We are complex problem solvers when in our wildest state.
We awake knowledge of patterns through rhythm and rhymes, for these, are ancient forms of wisdom storage and expression. Today, our verbal culture classifies written recipes and formulas as immovable, closed, and rigid. To apply them well, we must carefully follow all the steps, even if it does not mean anything to us. Actually, tips should not be taken for rigid norms of what to do, right or wrong, quantifying actions. For knowledge is a living entity and ever-shape-shifting. So, tips and recipes may always be instantly outdated at the moment of being written.
Every person who follows a culinary recipe has mixed results (even the same person using the same formula at different times), despite measuring each ingredient with extreme caution. Even controlling all the elements, fire, pots, pans, cutlery, dishes, airflow, and light in the kitchen, emotions, relations, seasons, ingredients, and storage... I’m tired already...
The dangerous dogma of modernity is of the one true knowledge, one single perspective, one ring to conquer them all, one global mind, or “we are one.” That idea set’s a unidirectional pathway paved with absolutism and surrounded with reductionism.
Suddenly, the context of things is not relevant anymore.
It is urgent to acknowledge that to be objective, one must be considered outside the context of things, apart from the vital flow that sustains everything. To be objective, we must stay away from the natural cycle and contextual emergence, even far from the actual need that originated the necessity for intervention or observation. But we do not live in labs. We dwell in life-contaminated environments, spontaneous, chaotic, and active, where cold and distant objectivity is not possible.
I work with places and people. Both tell stories. Singular and unique stories that weave together life itself. It’s an ancient, ever arising dialogue. Nonetheless, people ask me for tips and recipes for simple things they can change in their domestic space to enhance “harmony.” Whatever that means, harmony, is overwhelmingly individual, arising from the context itself. Of course, I make suggestions, symbolic ones mainly.
But there are no recipes, no general recommendations that always fit everyone everywhere.
Each home is a complex and multilayered ecosystem, meaning that suggestions should always be mindful of the real and concrete context, place, built structure, and singularities of each inhabitant in the observation’s specific moment.
We must stay and observe, to feel all the layers of vibration and meaning that flow through the place. If we dogmatize the response and apply general tips, we become deaf to all the living contextual details. We may only touch upon the surface of what is being shown, neglecting the invisible threads of consciousness all around. The restoration rises from the specific needs, and the root challenges faced by the inhabitants.
Usually, clients or students get frustrated when they feel there are no simple tips to bring peace to their lives. There is a subliminal cultural dangerous absolutism in this kind of thinking, filled with expectations for perfection, having rights for a good life, and a blueprint of rigorous right and wrong answers. But there is no right or wrong. There is only energy. Processes, becomings, and flows. And responsibility in action and co-creation with what is.
It is overwhelmingly simplistic to superficialize someone’s whole life, story, memories, emotions, or ideas. It is dangerously unethical to keep neglecting the place’s appropriate agency and power, the landscape, and the broad ecosystem your home is built upon.
It is a massive humbleness challenge transmuting our perspective so that instead of blindly following black-inked written dogmas, we encompass the real contextual energy all around us. May we grasp the energy flow instead of blindly following the rules! Let’s reclaim our true wisdom in intentional and singular actions, for we are complex problem solvers since ancient times.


- _Instructions for the task_: Pictures do not belong in the copy. Return all of the entries exactly.

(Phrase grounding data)

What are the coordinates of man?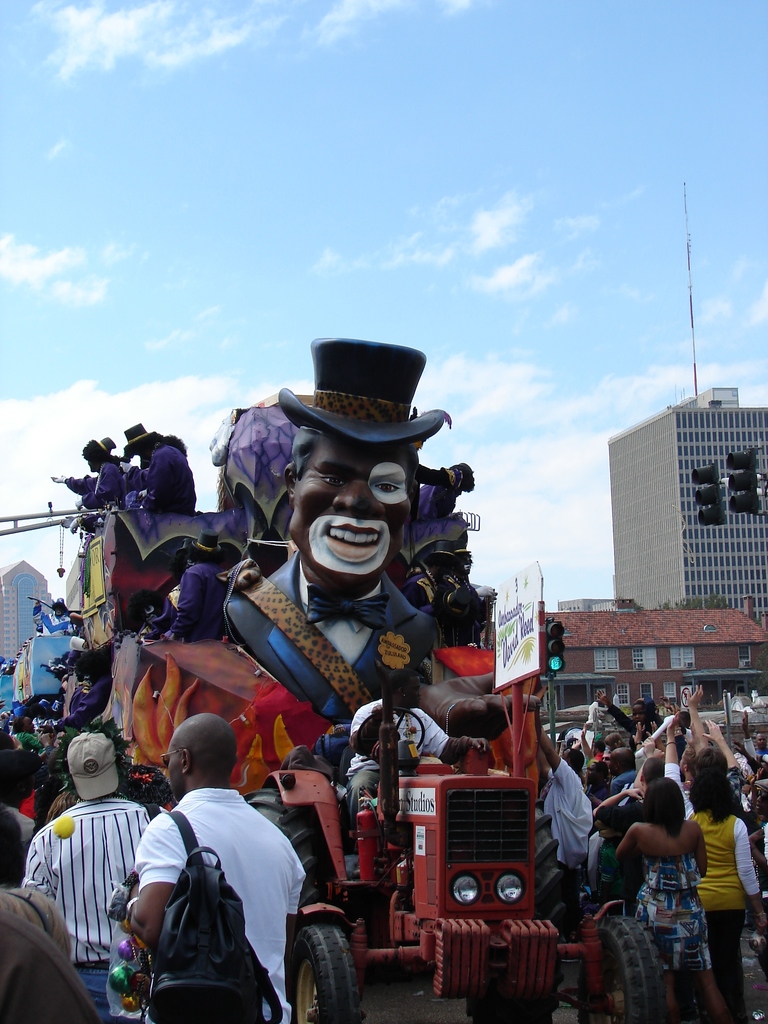
[left=583, top=682, right=625, bottom=729].
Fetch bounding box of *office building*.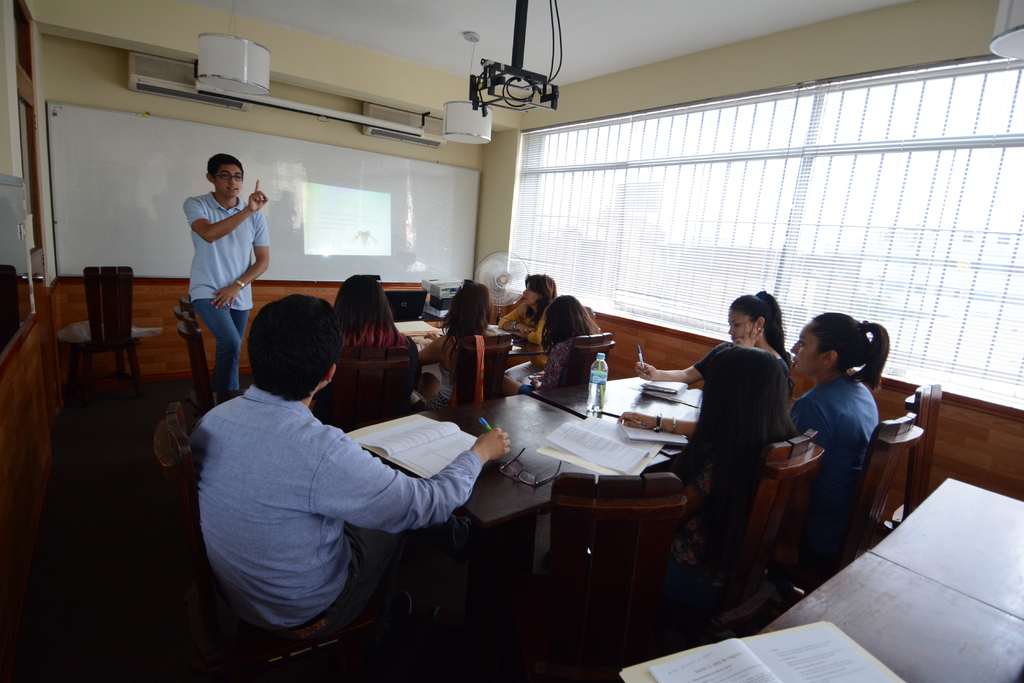
Bbox: BBox(79, 45, 968, 666).
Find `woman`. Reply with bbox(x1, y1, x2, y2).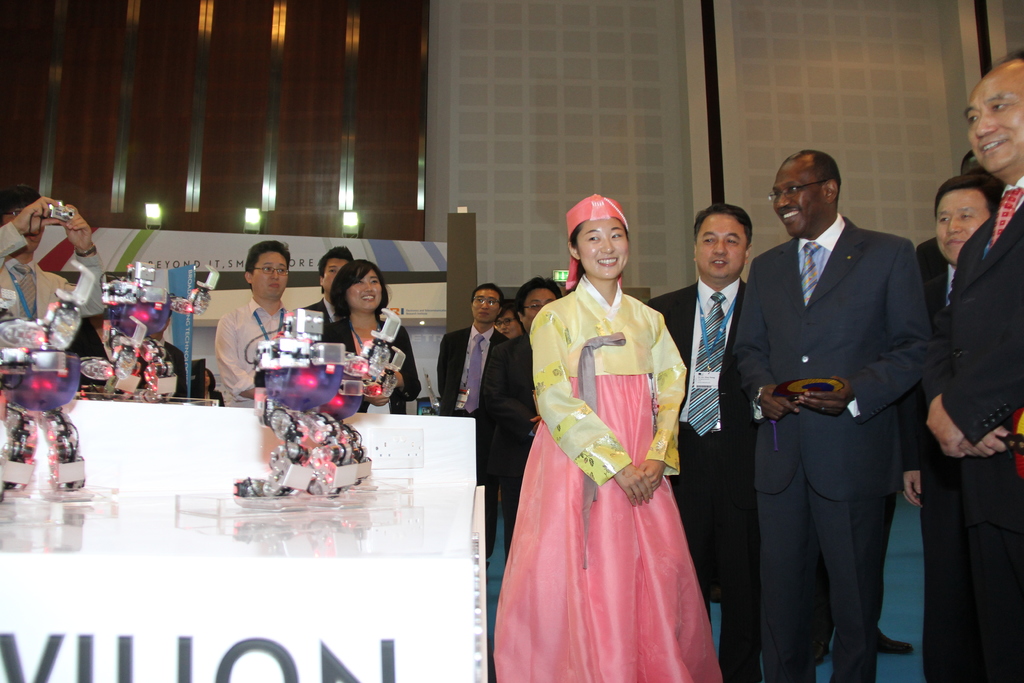
bbox(317, 256, 427, 418).
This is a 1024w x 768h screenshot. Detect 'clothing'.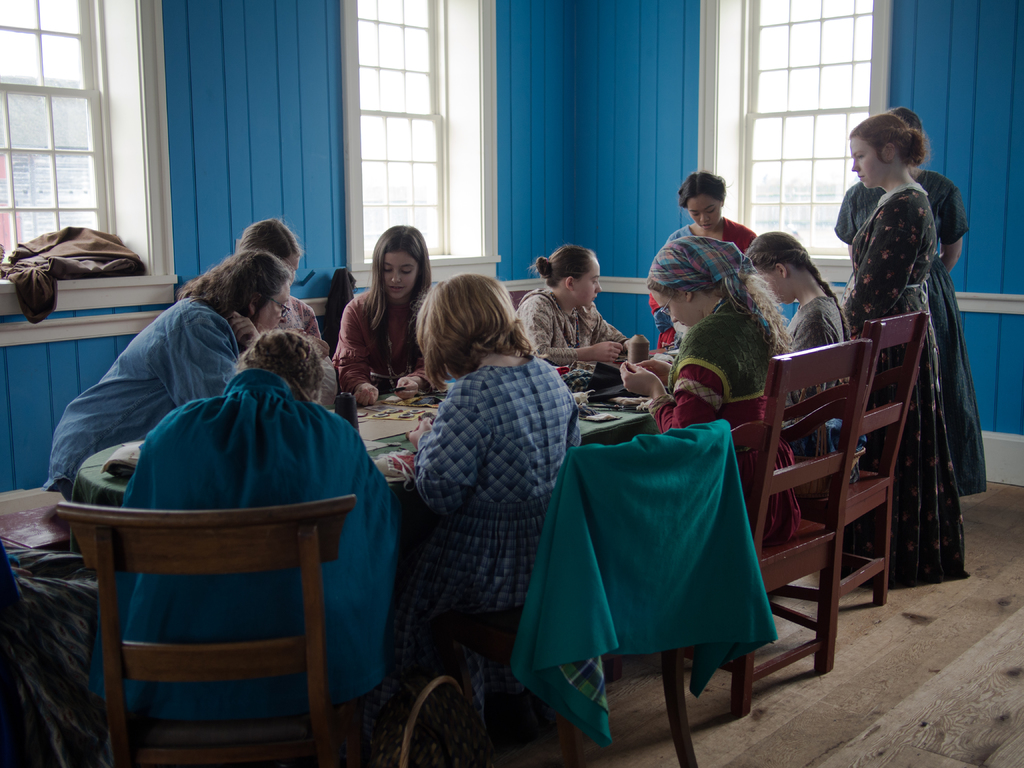
(643, 293, 804, 543).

- _Expected answer_:
What are the coordinates of man?
[left=583, top=682, right=625, bottom=729].
Fetch bounding box of *office building*.
Bbox: BBox(79, 45, 968, 666).
Find `woman`. Reply with bbox(x1, y1, x2, y2).
bbox(317, 256, 427, 418).
This is a 1024w x 768h screenshot. Detect 'clothing'.
(643, 293, 804, 543).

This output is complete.